» **Supplied records**:

..............................

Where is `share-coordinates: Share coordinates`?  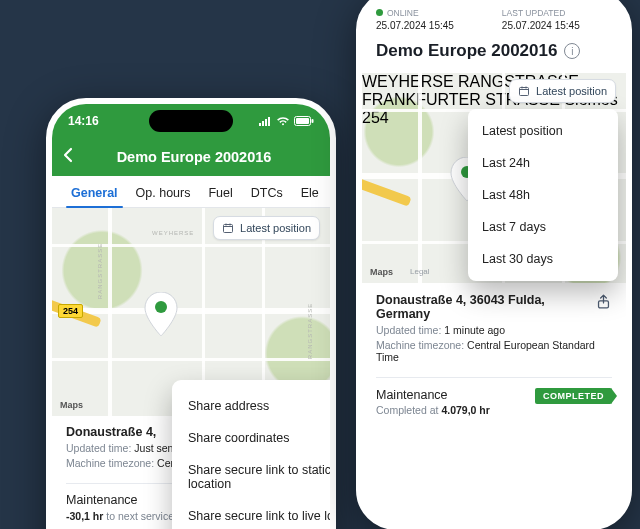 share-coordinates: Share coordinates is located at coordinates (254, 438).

..............................

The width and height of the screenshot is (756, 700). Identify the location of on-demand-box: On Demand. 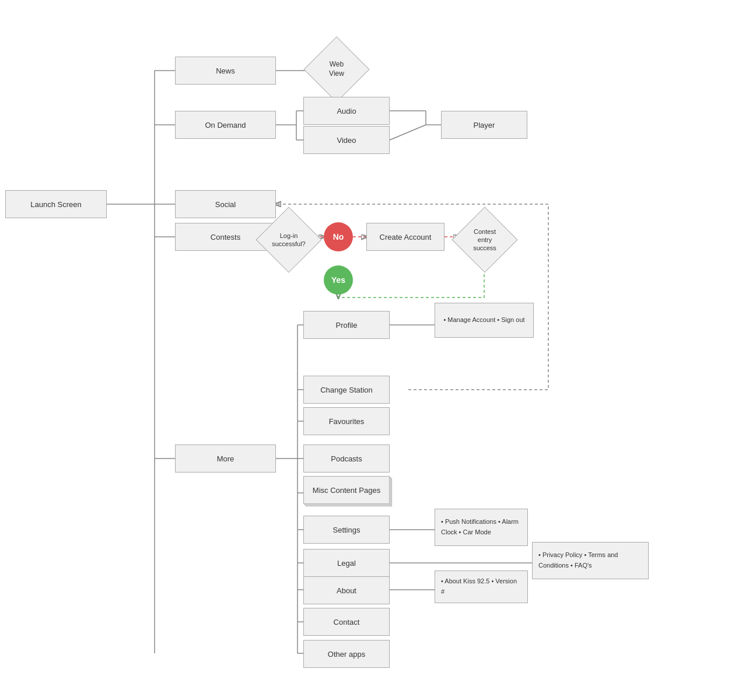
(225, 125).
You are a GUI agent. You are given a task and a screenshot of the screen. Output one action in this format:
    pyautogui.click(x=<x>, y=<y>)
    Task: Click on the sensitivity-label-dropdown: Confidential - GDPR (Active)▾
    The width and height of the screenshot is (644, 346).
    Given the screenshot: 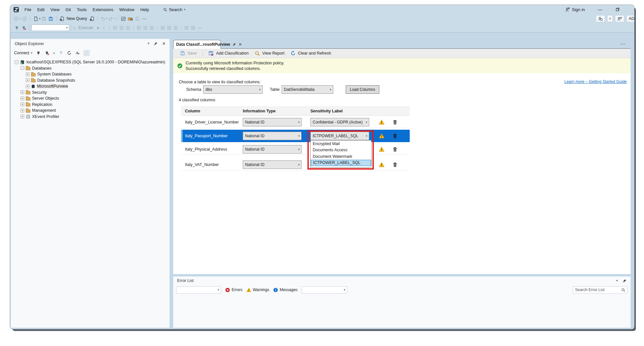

..............................

» **What needs to be done**:
For this exercise, transcribe exactly the part of the records above that opens with the line containing "The width and height of the screenshot is (756, 700)." and closes with the one containing "pyautogui.click(x=<x>, y=<y>)". Pictures are not part of the copy.

» **Task solution**:
The width and height of the screenshot is (756, 700). Identify the location of on-demand-box: On Demand. 
(225, 125).
You are a GUI agent. You are given a task and a screenshot of the screen. Output one action in this format:
    pyautogui.click(x=<x>, y=<y>)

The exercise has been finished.